Author Khaled Khalifa writes:
“I cannot hide my delight and excitement at the news that my friend and translator Leri Price has won this prize, the reputation of which grows with every passing year. Leri Price has developed greatly as a translator over the last ten years, and her constant diligence and patience render her highly deserving of all recognition. Thank you to the judging panel, to Banipal and those involved with the Saif Ghobash Banipal Prize for this honour, both to my translator and novel.”
Emmie Francis of Faber & Faber says:
“Despite the persistent tragedy that exists in Syria, Khaled Khalifa brings relief by writing with clarity, hope and literary bravura in his fiction.
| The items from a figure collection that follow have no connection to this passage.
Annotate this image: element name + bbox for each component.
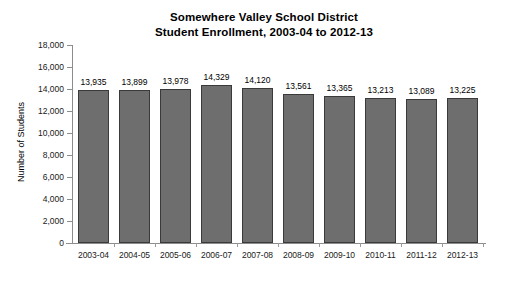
bar-value-label: 14,329 (203, 72, 229, 82)
x-axis-tick-label: 2005-06 (160, 250, 191, 260)
bar (160, 89, 191, 243)
bar-slot: 13,365 (323, 45, 356, 243)
chart-title-line-1: Somewhere Valley School District (170, 11, 358, 23)
x-axis-tick-label: 2012-13 (447, 250, 478, 260)
bar (283, 94, 314, 243)
bar-value-label: 13,365 (326, 83, 352, 93)
bar (365, 98, 396, 243)
y-axis-title: Number of Students (16, 67, 26, 217)
bar (78, 90, 109, 243)
bar-value-label: 13,935 (80, 77, 106, 87)
bar-value-label: 13,978 (162, 76, 188, 86)
x-axis-tick (360, 243, 361, 247)
x-axis-tick-label: 2008-09 (283, 250, 314, 260)
bar (324, 96, 355, 243)
bar-slot: 13,225 (446, 45, 479, 243)
x-axis-tick-label: 2006-07 (201, 250, 232, 260)
y-axis-tick-label: 4,000 (43, 194, 64, 204)
bar-chart: Somewhere Valley School District Student… (0, 0, 528, 281)
x-axis-tick (442, 243, 443, 247)
y-axis-tick-label: 8,000 (43, 150, 64, 160)
x-axis-tick-label: 2003-04 (78, 250, 109, 260)
bar-value-label: 13,225 (449, 85, 475, 95)
y-axis-tick-label: 6,000 (43, 172, 64, 182)
bar (406, 99, 437, 243)
bar-slot: 13,213 (364, 45, 397, 243)
bar-slot: 14,120 (241, 45, 274, 243)
bar-slot: 13,561 (282, 45, 315, 243)
bar (447, 98, 478, 243)
x-axis-tick (401, 243, 402, 247)
x-axis-tick (278, 243, 279, 247)
x-axis-tick (319, 243, 320, 247)
bar (242, 88, 273, 243)
y-axis-tick-label: 2,000 (43, 216, 64, 226)
x-axis-tick (237, 243, 238, 247)
bar-series: 13,93513,89913,97814,32914,12013,56113,3… (73, 45, 483, 243)
bar-value-label: 13,213 (367, 85, 393, 95)
bar-slot: 14,329 (200, 45, 233, 243)
bar-value-label: 13,089 (408, 86, 434, 96)
x-axis-tick (155, 243, 156, 247)
y-axis-tick-label: 12,000 (38, 106, 64, 116)
bar (119, 90, 150, 243)
x-axis-tick (114, 243, 115, 247)
bar-value-label: 14,120 (244, 75, 270, 85)
bar-slot: 13,978 (159, 45, 192, 243)
x-axis-tick-label: 2010-11 (365, 250, 396, 260)
bar-value-label: 13,561 (285, 81, 311, 91)
x-axis-tick-label: 2009-10 (324, 250, 355, 260)
bar-slot: 13,935 (77, 45, 110, 243)
x-axis-tick-label: 2007-08 (242, 250, 273, 260)
x-axis-tick-label: 2011-12 (406, 250, 437, 260)
x-axis-line (66, 243, 486, 244)
y-axis-tick (67, 243, 73, 244)
bar-slot: 13,899 (118, 45, 151, 243)
chart-title-line-2: Student Enrollment, 2003-04 to 2012-13 (0, 25, 528, 40)
y-axis-tick-label: 14,000 (38, 84, 64, 94)
bar-slot: 13,089 (405, 45, 438, 243)
y-axis-tick-label: 0 (59, 238, 64, 248)
y-axis-tick-label: 16,000 (38, 62, 64, 72)
x-axis-tick (483, 243, 484, 247)
bar (201, 85, 232, 243)
bar-value-label: 13,899 (121, 77, 147, 87)
y-axis-tick-label: 18,000 (38, 40, 64, 50)
x-axis-tick-label: 2004-05 (119, 250, 150, 260)
y-axis-tick-label: 10,000 (38, 128, 64, 138)
chart-title: Somewhere Valley School District Student… (0, 10, 528, 39)
x-axis-tick (196, 243, 197, 247)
Faber & Faber is proud to be his publisher in English, and for Death is Hard Work to be honoured with the Saif Ghobash Banipal Prize is a triumph. It is a powerhouse of a novel, depicting the quotidian horrors of civil war with a gaze that is humane, piercing, true.”
ABOUT THE TRANSLATOR
Leri Price graduated from the University of Edinburgh in 2010 with First Class Honours in Arabic. She has translated the three novels of the Syrian author Khaled Khalifa that have appeared so far in English translation. The Arabic original of the first one, In Praise of Hatred, had been shortlisted for the inaugural 2008 International Prize for Arabic Fiction. The Arabic original of the second novel, No Knives in the Kitchens of This City, was awarded the 2013 Naguib Medal for Literature and then shortlisted for the 2014 International Prize for Arabic Fiction. Leri Price’s translation of the novel was shortlisted for the US 2017 National Translation Awards (NTA), in the prose category, and shortlisted for the 2017 Saif Ghobash Banipal Prize for Arabic Literary Translation. It was also listed in “Best Books of 2016: Fiction in Translation” by the Financial Times. Khaled Khalifa’s third novel to be translated by Leri Price, Death is Hard Work (Faber & Faber 2019), was longlisted for the 2019 US National Book Award for Translated Literature, shortlisted for the 2019 Saif Ghobash Banipal Prize and is now its prize winner. Price’s other recent translations include Sarab by award-winning writer Raja Alem, published by Hoopoe Fiction.
ABOUT THE AUTHOR
Khaled Khalifa is a Syrian novelist, screenwriter and poet who has resolutely remained living in Damascus despite the civil war, now in its ninth year. Khalifa was born in a village near Aleppo, Syria, in 1964, the fifth child of a family of thirteen siblings. He has a BA in Law from Aleppo University, and was a founding editor of the literary magazine Alif. His first novel Haris al-Khadi’a (The Guard of Deception) appeared in 1993, followed in 2000 by Dafatir al-Qurbat (The Gypsies’ Notebooks). His 2006 third novel, Madih al-Karahiya, was the first to be translated into English, by Leri Price, under the title In Praise of Hatred (Doubleday, 2012). The Arabic original was shortlisted for the inaugural IPAF in 2008 and Price’s translation was longlisted for the Independent Foreign Fiction Prize in 2013. Price then translated Khalifa’s 2013 novel No Knives in the Kitchens of This City (Hoopoe Fiction, 2016), which was shortlisted for the Saif Ghobash Banipal Prize in 2017. The Arabic original won the AUC Press’s Naguib Mahfouz Medal for Literature in 2013 and was shortlisted for the 2014 IPAF. Khalifa’s 2016 novel Death is Hard Work appeared in Price’s English translation in 2019 and was a finalist for the 2019 US National Book Award for Translated Fiction. Khalifa’s latest novel is Lam Yasulli ’alayhum Ahad (No One Prayed over their Graves), published this year by Hachette-Antoine/Naufal (Lebanon) and Dar Al-Ain (Egypt), and longlisted for the 2020 IPAF. In addition to his novels, Khalifa has written numerous scripts for TV dramas and films, several of which have won awards.
ABOUT THE BOOK
Death is Hard Work by Khaled Khalifa, translated by Leri Price
Faber & Faber, 12 February 2019. ISBN: 978-0374135737, paperback, 192pp.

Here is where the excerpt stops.